We recently had what appears to be an unrecoverable failure with one of our DX4000 4-drive boxes. After multiple attempts to do a System Restore with a USB key we could not get beyond an system failure error message (0x9) on the LED readout.
WD kindly sent a new box, we plugged in the 4 drives from the failed box and got the same message, and the same inability to restore the OS. The conclusion from this is a disk issue affecting the OS that could not be be fixed, somewhat surprising for a RAID drive. I suspect a problem with corruption of the OS and/or a problem with the OS partition.
WD Support suggested we try to read the drives with a Linux OS, so we used software from Diskinternals that claims to read a  Linux drive (connected through a USB-SATA drive adapter) but that showed unreadable Linux partitions for all four drives. This is probably not a suprise for RAID drives.

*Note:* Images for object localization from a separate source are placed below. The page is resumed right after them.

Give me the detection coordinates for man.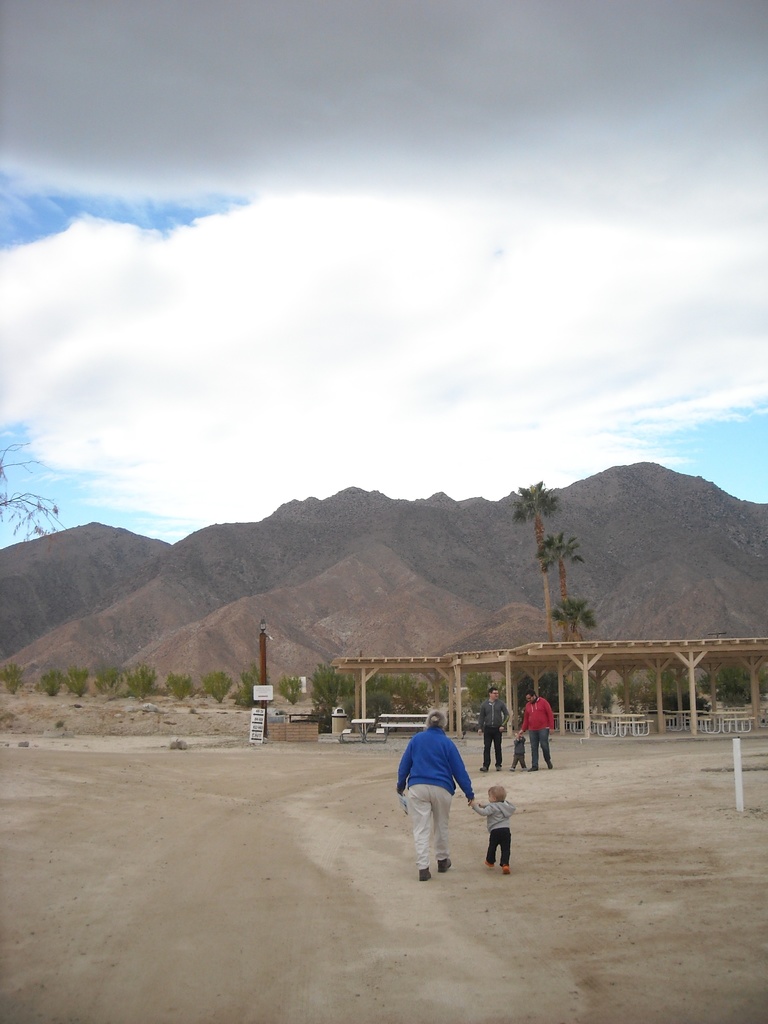
BBox(520, 687, 554, 780).
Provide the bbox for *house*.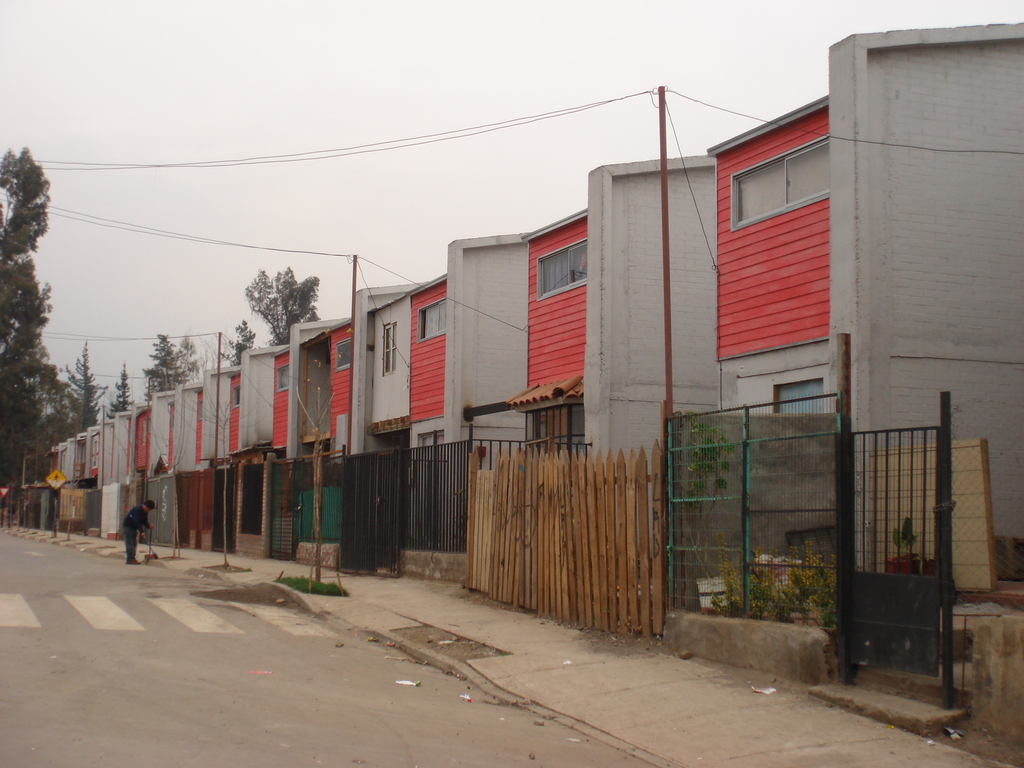
bbox(711, 101, 838, 568).
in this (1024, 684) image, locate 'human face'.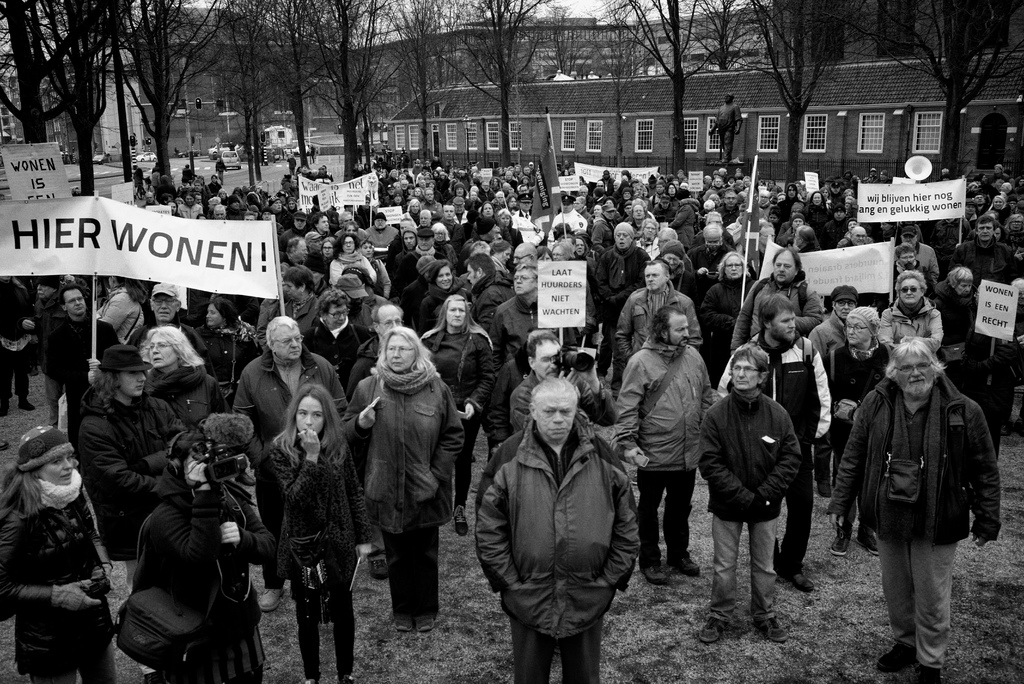
Bounding box: detection(273, 200, 282, 209).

To make a long story short, we assembled a virtual RAID configuration by attaching all four drives through USB ports on one computer and, with the Diskinternals RAID Recovery software we were able to extract the contents of the Client Computer Backups folder on D: drive to another, large single SATA drive.
Now what? Does this one folder have all the necessary data to enumerate the different computers and backups involved in the data? Can we just copy the contents to one of our new DX4000 devices and see all the backups? Or, do we need to try and extract more files from the old drives?
Thanks for any ideas. A little concerned going forward, so I guess we will need to backup the backups somewhere, but then we have the same issue: how much do we need to baclup to be able to do a restore from a failed DX4000?
You might actually ask the end of this question over here. http://www.wegotserved.com/ Someone over there may have tried restoring just the backups.
With V.1 we used to backup the backups but I never tried to restore one. (Just the PC backups). I only use the 4/2tb box so I can use windows server backup to do a complete restore. The headless wizard works for this. Over 2tb of disc and you are out of luck. The newer DS boxes do not have the 2tb limit.
Just out of curiosity, you are going through a lot of trouble to recover the backups. Microsoft always figured you would not lose your PC and the backups at the same time, so you could just start over with fresh backups.Â
Thanks, I will try the question at that forum as well.
I looked at the data files in a working DX4000 and there seems to be information on each backup, so perhaps just copying the contests of the Client Backups folder to a working device will do the trick. I am also having WD Support queried to see what they say.
Murphy is alive and well, it turns out we need to restore one computer and also lost the DX4000 at the same time.
In the future, I hope that periodically saving just this folder to an external USB drive will suffice, even if the subject DX4000 goes up in a puff of smoke.
Will report back with any progress on this subject.
Like I said. We used to backup that folder with an add-in. But I am not sure if you just put the backed up backups back on the same box, that already had the machines or if you built a new box it would populate?
on V.2 (what you have) it is posible they would show up under acrchived computers. Suppose I should try it some day
The moderator there pointed me to a freeware solution, copied below.
That software allowed me to browse the database and create a VHD for the computer and dated backup I wanted to get.
Still left with a question as to how to import all of the restored backups to the new DX4000. There does not appear to be a way to do this through the Storage server UI, but perhaps there is a command line that could do it. Simply copying all of the restored files to the new server is likely to overwrite some file and break the database on the new server.
Likely Storage Server has a database program imbedded but I am not clever enough to find it anywhere.
As for the client database… you’d need a server up and running to read the files…Â
However, Alex from CoveCube (StableBit) does have a POTENTIAL solution. He wrote a utility that can dump the backups to VHDs. However, this is “per backup per machine”. So it’s not a very good solution for recovering everything. But it may work to get the most recent.
Good stuff. Used to drink Beers with those fellows at MVP summit
They also should have an answer on stopping the backup services and copying the entire folder over and it would overwrite. I think you would need to connect all the machines first though.
In the end, I obtained another DX4000 device, deleted the contents of the Client Computer Backups directory and copied the recovered files from the failed DX4000 device onto that directory. The new DX4000 complained about errors in the database, I ran the fixup program and then was presented in the “Computers and Backup” section of the Dashboard with an “Archived Computer Backups” listing. Due to the quirks of the software, one cannot actually get a listing of the individual Archived Backups unless one re-connects the backed-up computer to the DX4000 device.
The CoveCube software discussed above is useful for getting a list of the computers in the database, in case you did want to reconnect them. In my case, I had gone ahead and setup yet another DX4000 and connected the computers to it.
In any case, kind of a Happy Ending, but lost of hoops to jump through.